Instagram Not Liable For Embedded Images

It is about time users realize that everything they voluntarily post on public social media automatically comes with a license to embed. If you don’t want people to embed a post, take it down. Once it’s removed from the source, the license to embed is also revoked, the content will automatically disappear from all embeds. You can also take down a post and include the same content in a new post, that too will scrap the initial embeds, but at the expense of losing all engagement on the initial post. Can you hold a platform liable for any of that? No.

In the case of Alexis Hunley and Matthew Scott Brauer v. Instagram, LLC, 3:21-cv-03778 (N.D. Cal.) the federal appeals court for the Ninth Circuit held that the “Server Test” from Perfect 10, Inc. v. Amazon.com, Inc. which “essentially stands for the proposition that a website does not legally ‘display’ a copyrighted image if that website does not communicate the work to viewers from a copy of that image stored on its own servers” – shields Instagram from copyright infringement liability for images that are shared with its embedding API

The lawsuit was filed in May 2021 by Photographers Alexis Hunley and Scott Brauer accusing Instagram of engaging in “scheme to generate substantial revenue for Meta by encouraging third party online publishers to use the embed tool to display copyrighted works without a valid license. In the process, Instagram “misled the public” into believing that “anyone is free to get on Instagram and embed copyrighted works from any Instagram account, like eating for free at a buffet table of photos”.  On these grounds, Hunley and Brauer asserted that Instagram should be held secondarily liable for copyright infringement. 

In September 2021, the U.S. District Court for the Northern District of California granted Instagram’s motion to dismiss, finding that the so called “server rule” bars the plaintiffs from asserting copyright infringement because the defendant’s embedding tool does not require a website publisher to store a copy of an image or video. The plaintiffs appealed, claiming that the court erred in its overly broad application of the “server test,” as no other precedent exists where the courts have expanded the server test to apply to embedding technology from Instagram to third-party publisher sites. The Ninth Circuit panel found no error in the judgment of the district court and held that Instagram has a blanket nonexclusive sublicense in ALL photos posted by its 2 billion users, therefore it is impossible for a plaintiff to assert a copyright infringement claim for anything they voluntarily posted on Instagram.

The court also said that you can’t sue 3rd party users who share plaintiff’s Instagram photos because there is no direct infringement of the underlying copyrighted photographs. Embedding does not constitute storing. Without direct infringement, plaintiffs cannot prevail on any theory of secondary liability.

Seemingly Divergent New York Jurisprudence

Other New York courts have construed differently the server test when defendants are news networks. In Nicklen v. Sinclair Broadcasting Group, the Southern District of New York rejected the “server test”, and held that the Ninth Circuit’s test is “contrary to the text and legislative history of the Copyright Act, [which] defines ‘to display’ as ‘to show a copy of’ a work, not ‘to make and then show a copy of the copyrighted work.’”

In Goldman v. Breitbart News Network and McGucken v. Newsweek LLC, the court refused to apply the server test, holding that Newsweek did, in fact, display plaintiff’s photograph by embedding it within its article. The test was also ignored in Goldman v. Breitbart News Network

In sum, the server test shields platforms and their users, NOT news networks and commercial entities. So if a news network embeds your images in an article without your consent, it would be infringement, but if a news network simply embeds an image as a user without appropriating it in an article, then the server test would apply.

Now that the court of appeal has weighed in on the server test, it is entirely likely that the server test will apply to news networks in future cases. In all instances however, it is best to ask for consent every time you want to use something, or if not, be ready to take it down when you are told so.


_What is expected_.
Would you transcribe the whole listing exactly, minus its pictures?

_Records provided_.
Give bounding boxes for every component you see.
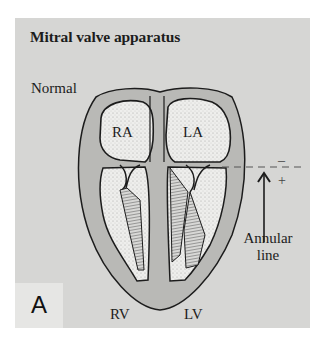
lv-label: LV	[184, 306, 203, 323]
annular-label-line2: line	[238, 247, 298, 264]
ra-label: RA	[112, 124, 133, 140]
rv-label: RV	[110, 306, 130, 323]
heart-diagram: RA LA – +	[0, 0, 326, 343]
annular-line-label: Annular line	[238, 230, 298, 264]
annular-label-line1: Annular	[238, 230, 298, 247]
below-annulus-sign: +	[278, 173, 286, 188]
panel-letter: A	[31, 291, 47, 319]
above-annulus-sign: –	[277, 153, 286, 168]
la-label: LA	[183, 124, 203, 140]
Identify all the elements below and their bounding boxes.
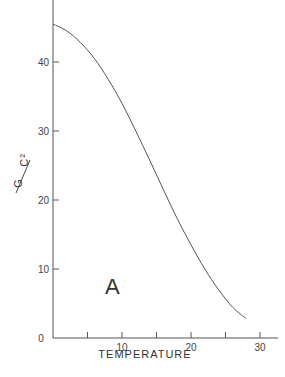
ticks: 010203010203040 — [38, 57, 266, 353]
y-axis-label-c2: C² — [18, 153, 30, 167]
y-tick-label: 10 — [38, 264, 50, 275]
y-tick-label: 40 — [38, 57, 50, 68]
x-tick-label: 0 — [38, 333, 44, 344]
x-tick-label: 30 — [254, 342, 266, 353]
y-tick-label: 20 — [38, 195, 50, 206]
curve-annotation: A — [105, 274, 120, 299]
x-axis-title: TEMPERATURE — [98, 348, 191, 360]
chart: 010203010203040 G C² TEMPERATURE A — [0, 0, 285, 377]
data-curve — [53, 24, 246, 319]
y-tick-label: 30 — [38, 126, 50, 137]
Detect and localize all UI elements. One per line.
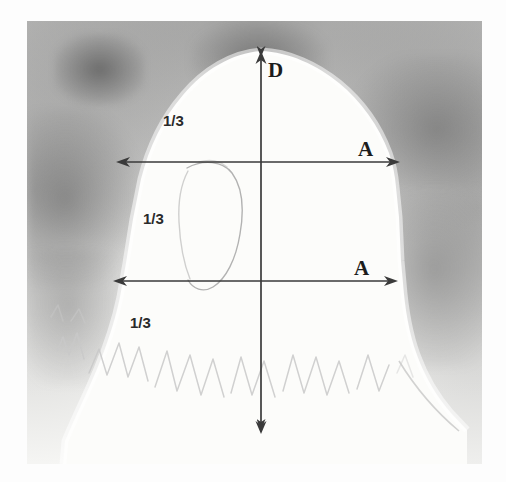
head-drawing	[27, 21, 482, 464]
upper-third-label: 1/3	[163, 113, 184, 128]
lower-width-axis-label: A	[354, 258, 369, 279]
middle-third-label: 1/3	[143, 211, 164, 226]
upper-width-axis-label: A	[358, 139, 373, 160]
figure-canvas: D A A 1/3 1/3 1/3	[0, 0, 506, 482]
lower-third-label: 1/3	[130, 315, 151, 330]
drawing-paper	[27, 21, 482, 464]
depth-axis-label: D	[268, 60, 283, 81]
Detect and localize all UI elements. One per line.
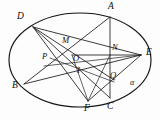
point-label-q: Q [110,71,116,80]
point-label-e: E [146,48,152,58]
segment-a-b [24,17,110,84]
point-label-i: I [77,66,80,75]
point-label-b: B [12,81,18,91]
ellipse-alpha [9,13,151,107]
point-label-o: O [73,54,79,63]
geometry-canvas [0,0,160,120]
segment-f-n [88,55,110,101]
point-label-n: N [112,43,118,52]
point-label-a: A [108,2,114,12]
point-label-d: D [17,12,24,22]
point-label-c: C [107,102,113,112]
conic-label-alpha: α [130,78,134,88]
point-label-p: P [42,52,47,61]
segment-d-c [33,27,110,98]
segment-d-e [33,27,141,55]
point-label-f: F [84,104,90,114]
geometry-figure: A D E B F C M N O P I Q α [0,0,160,120]
point-label-m: M [62,36,69,45]
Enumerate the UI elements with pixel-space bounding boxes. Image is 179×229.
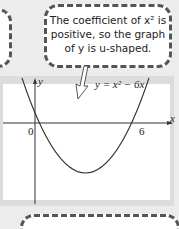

_Response below_.
Give bounding boxes for every component you see.
lv-label: LV	[184, 306, 203, 323]
annular-label-line2: line	[238, 247, 298, 264]
ra-label: RA	[112, 124, 133, 140]
rv-label: RV	[110, 306, 130, 323]
heart-diagram: RA LA – +	[0, 0, 326, 343]
annular-line-label: Annular line	[238, 230, 298, 264]
annular-label-line1: Annular	[238, 230, 298, 247]
below-annulus-sign: +	[278, 173, 286, 188]
panel-letter: A	[31, 291, 47, 319]
above-annulus-sign: –	[277, 153, 286, 168]
la-label: LA	[183, 124, 203, 140]
Identify all the elements below and their bounding boxes.
ticks: 010203010203040 — [38, 57, 266, 353]
y-axis-label-c2: C² — [18, 153, 30, 167]
y-tick-label: 10 — [38, 264, 50, 275]
y-tick-label: 40 — [38, 57, 50, 68]
x-tick-label: 0 — [38, 333, 44, 344]
x-tick-label: 30 — [254, 342, 266, 353]
y-tick-label: 20 — [38, 195, 50, 206]
curve-annotation: A — [105, 274, 120, 299]
x-axis-title: TEMPERATURE — [98, 348, 191, 360]
chart: 010203010203040 G C² TEMPERATURE A — [0, 0, 285, 377]
data-curve — [53, 24, 246, 319]
y-tick-label: 30 — [38, 126, 50, 137]
Detect and localize all UI elements. One per line.
head-drawing	[27, 21, 482, 464]
upper-third-label: 1/3	[163, 113, 184, 128]
lower-width-axis-label: A	[354, 258, 369, 279]
middle-third-label: 1/3	[143, 211, 164, 226]
upper-width-axis-label: A	[358, 139, 373, 160]
figure-canvas: D A A 1/3 1/3 1/3	[0, 0, 506, 482]
lower-third-label: 1/3	[130, 315, 151, 330]
drawing-paper	[27, 21, 482, 464]
depth-axis-label: D	[268, 60, 283, 81]
Detect and localize all UI elements. One per line.
point-label-q: Q [110,71,116,80]
point-label-e: E [146,48,152,58]
segment-a-b [24,17,110,84]
point-label-i: I [77,66,80,75]
point-label-b: B [12,81,18,91]
ellipse-alpha [9,13,151,107]
point-label-o: O [73,54,79,63]
geometry-canvas [0,0,160,120]
segment-f-n [88,55,110,101]
point-label-n: N [112,43,118,52]
point-label-a: A [108,2,114,12]
point-label-d: D [17,12,24,22]
point-label-c: C [107,102,113,112]
conic-label-alpha: α [130,78,134,88]
point-label-p: P [42,52,47,61]
segment-d-c [33,27,110,98]
segment-d-e [33,27,141,55]
point-label-f: F [84,104,90,114]
geometry-figure: A D E B F C M N O P I Q α [0,0,160,120]
point-label-m: M [62,36,69,45]
Enumerate the UI elements with pixel-space bounding boxes. Image is 179×229.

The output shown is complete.